If that pans out, great. If not, I'd like to try to get a non PITA macros over string pool or ref counting tbh. I doubt those two would give better perf than Cow while they'd definitely be more hassle than Cow.

@Michael-F-Bryan
Copy link
Contributor Author

It may depend on the use case. fluent-rs is used on the startup of Firefox and that's quite a high number of strings in a very performance-critical area.

Thanks, I forgot that fluent is used by Firefox!

What operations are we wanting to benchmark? Should I be comparing just the existing parsing benchmark, or are there additional criteria that we care about?

@Pike
Copy link
Contributor

Pike commented Jun 23, 2020

Michael, can you add a bit more detail on what you're trying to do? What do you want to send to GT, when, what do you expect to get back, what do you want to do with those results?

I'm curious, 'cause we haven't figured that one out.

@Michael-F-Bryan
Copy link
Contributor Author

What do you want to send to GT, when, what do you expect to get back, what do you want to do with those results?

We currently have English translations for our app and would like to add support for other languages. I'm hoping we can use machine translation to get some initial translations, then tweak them over time as people report better versions.

There are a couple factors which make Google Translate feasible for us:

  • Of our app's 1000 or so translations, the vast majority are simple text (e.g. "Exit" or "You have unsaved changes. Would you like to continue?")
  • We have agents in various countries who understand our product, can speak multiple languages, and have done translations for us in the past

My plan was to:

  1. Separate a resource bundle into "simple" messages (i.e. PatternElement::TextElement()s) and complex messages
  2. Extract all strings from the simple messages and pass them through Google Translate
  3. Once the translations come back, walk the tree and construct translated versions by substituting in the translation
  4. Concatenate the list of translated simple messages and un-translated complex messages
  5. Write them all to a new *.ftl file

I don't want to try anything fancy with the complex messages (i.e. something using variables like "Object { $object_number } must be a closed shape") because it'll probably mess up word order or not understand the context. There are 10-20 of these more complex messages, which is manageable enough that we can ask a human to do the translations and get results back in a reasonable amount of time.

@Michael-F-Bryan
Copy link
Contributor Author

@Pike, my final implementation is available on GitLab, feel free to poke around the code. It works well for our purposes, but I imagine I'll be revisiting it in a couple weeks/months when we need to merge human translations with the machine generated stuff.

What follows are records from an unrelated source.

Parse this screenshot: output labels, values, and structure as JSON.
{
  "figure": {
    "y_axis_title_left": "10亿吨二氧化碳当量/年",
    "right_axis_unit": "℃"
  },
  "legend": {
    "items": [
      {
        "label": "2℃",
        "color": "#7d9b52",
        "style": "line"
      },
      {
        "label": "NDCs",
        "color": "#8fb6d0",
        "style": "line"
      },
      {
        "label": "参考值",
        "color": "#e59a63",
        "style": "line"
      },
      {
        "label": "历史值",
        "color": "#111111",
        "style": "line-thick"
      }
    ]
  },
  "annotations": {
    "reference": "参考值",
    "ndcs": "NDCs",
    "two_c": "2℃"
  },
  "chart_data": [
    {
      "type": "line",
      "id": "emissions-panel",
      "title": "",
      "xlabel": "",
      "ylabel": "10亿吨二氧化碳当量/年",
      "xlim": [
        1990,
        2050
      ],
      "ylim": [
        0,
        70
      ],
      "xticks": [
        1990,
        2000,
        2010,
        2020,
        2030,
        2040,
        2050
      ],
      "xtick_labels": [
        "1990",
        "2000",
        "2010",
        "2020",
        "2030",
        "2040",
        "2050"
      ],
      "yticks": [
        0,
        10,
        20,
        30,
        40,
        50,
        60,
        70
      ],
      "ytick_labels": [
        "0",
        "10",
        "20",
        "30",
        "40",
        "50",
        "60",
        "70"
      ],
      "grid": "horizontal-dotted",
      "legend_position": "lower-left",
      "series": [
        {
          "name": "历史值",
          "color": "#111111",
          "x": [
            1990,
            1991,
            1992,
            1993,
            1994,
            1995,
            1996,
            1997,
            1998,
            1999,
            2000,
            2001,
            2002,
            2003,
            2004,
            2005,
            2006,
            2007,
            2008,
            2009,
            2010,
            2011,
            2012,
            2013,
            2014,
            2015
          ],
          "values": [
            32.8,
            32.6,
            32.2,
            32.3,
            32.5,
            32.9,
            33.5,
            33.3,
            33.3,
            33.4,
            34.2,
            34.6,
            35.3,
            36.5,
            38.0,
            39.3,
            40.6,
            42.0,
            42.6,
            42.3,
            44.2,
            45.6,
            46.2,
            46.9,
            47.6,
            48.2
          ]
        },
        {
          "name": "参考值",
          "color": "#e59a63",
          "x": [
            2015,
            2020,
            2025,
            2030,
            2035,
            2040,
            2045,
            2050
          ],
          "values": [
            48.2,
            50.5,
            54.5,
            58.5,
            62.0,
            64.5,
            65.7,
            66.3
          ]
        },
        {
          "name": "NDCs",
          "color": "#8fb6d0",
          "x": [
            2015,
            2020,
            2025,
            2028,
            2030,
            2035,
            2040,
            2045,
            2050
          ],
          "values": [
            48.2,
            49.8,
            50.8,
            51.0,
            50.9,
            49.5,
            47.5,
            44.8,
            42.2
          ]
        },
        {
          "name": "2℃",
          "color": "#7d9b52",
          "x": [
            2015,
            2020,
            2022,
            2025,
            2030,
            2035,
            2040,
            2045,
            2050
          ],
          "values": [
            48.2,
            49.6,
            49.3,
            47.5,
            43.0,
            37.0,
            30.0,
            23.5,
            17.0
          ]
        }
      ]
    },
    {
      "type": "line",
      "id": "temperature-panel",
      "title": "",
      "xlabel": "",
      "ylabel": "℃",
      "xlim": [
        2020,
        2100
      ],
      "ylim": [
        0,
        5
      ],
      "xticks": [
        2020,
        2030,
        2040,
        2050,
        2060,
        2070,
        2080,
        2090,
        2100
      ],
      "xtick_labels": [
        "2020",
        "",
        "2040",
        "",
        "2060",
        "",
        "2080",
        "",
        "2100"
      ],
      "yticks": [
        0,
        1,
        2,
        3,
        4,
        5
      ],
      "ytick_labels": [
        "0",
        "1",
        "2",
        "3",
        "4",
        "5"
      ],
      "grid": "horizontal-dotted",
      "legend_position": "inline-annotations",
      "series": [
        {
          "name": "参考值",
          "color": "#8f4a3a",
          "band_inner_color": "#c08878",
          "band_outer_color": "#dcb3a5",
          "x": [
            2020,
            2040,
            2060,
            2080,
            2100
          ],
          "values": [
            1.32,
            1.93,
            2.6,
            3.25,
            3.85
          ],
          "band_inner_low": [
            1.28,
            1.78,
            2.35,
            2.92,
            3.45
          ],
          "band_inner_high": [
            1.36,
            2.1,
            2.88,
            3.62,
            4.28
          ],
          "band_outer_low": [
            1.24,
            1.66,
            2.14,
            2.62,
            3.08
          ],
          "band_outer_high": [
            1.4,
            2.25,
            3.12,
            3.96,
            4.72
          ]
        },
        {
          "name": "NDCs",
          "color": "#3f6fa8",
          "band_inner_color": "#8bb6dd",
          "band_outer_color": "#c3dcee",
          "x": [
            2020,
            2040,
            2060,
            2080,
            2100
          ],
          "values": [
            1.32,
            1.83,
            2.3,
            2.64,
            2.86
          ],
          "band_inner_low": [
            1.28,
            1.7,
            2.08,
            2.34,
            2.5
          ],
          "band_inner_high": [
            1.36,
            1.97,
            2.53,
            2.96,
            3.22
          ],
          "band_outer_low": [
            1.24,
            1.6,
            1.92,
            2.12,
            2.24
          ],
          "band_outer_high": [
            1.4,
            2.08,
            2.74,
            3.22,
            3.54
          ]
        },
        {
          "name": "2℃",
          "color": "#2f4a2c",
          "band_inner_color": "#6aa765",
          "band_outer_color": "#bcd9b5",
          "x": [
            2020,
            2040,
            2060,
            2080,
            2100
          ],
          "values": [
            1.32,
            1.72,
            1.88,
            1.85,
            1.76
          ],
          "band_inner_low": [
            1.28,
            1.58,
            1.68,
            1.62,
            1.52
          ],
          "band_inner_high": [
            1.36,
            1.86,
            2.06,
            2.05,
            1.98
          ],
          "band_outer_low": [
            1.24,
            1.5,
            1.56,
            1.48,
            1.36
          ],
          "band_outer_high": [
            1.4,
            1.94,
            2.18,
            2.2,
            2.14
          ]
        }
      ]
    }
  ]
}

@zbraniecki zbraniecki changed the title Pretty Printer FTL Serializer Apr 24, 2021
@RedMser
Copy link

RedMser commented May 1, 2024

I used the latest master branch and the API created in #241 and it works as expected. This issue can likely be closed now?

@alerque
Copy link
Collaborator

alerque commented May 2, 2024

Yes, I believe so. This should be part of the next release (see issue #347 and changelog already in PR #349).

@alerque alerque closed this as completed May 2, 2024
Sign up for free to join this conversation on GitHub. Already have an account? Sign in to comment
Labels
crate:fluent-syntax Issues related to fluent-syntax crate enhancement good first issue Want to help? Those are great bugs to start with! help wanted We need help making decisions or writing PRs for this.
Projects
None yet
Development

Successfully merging a pull request may close this issue.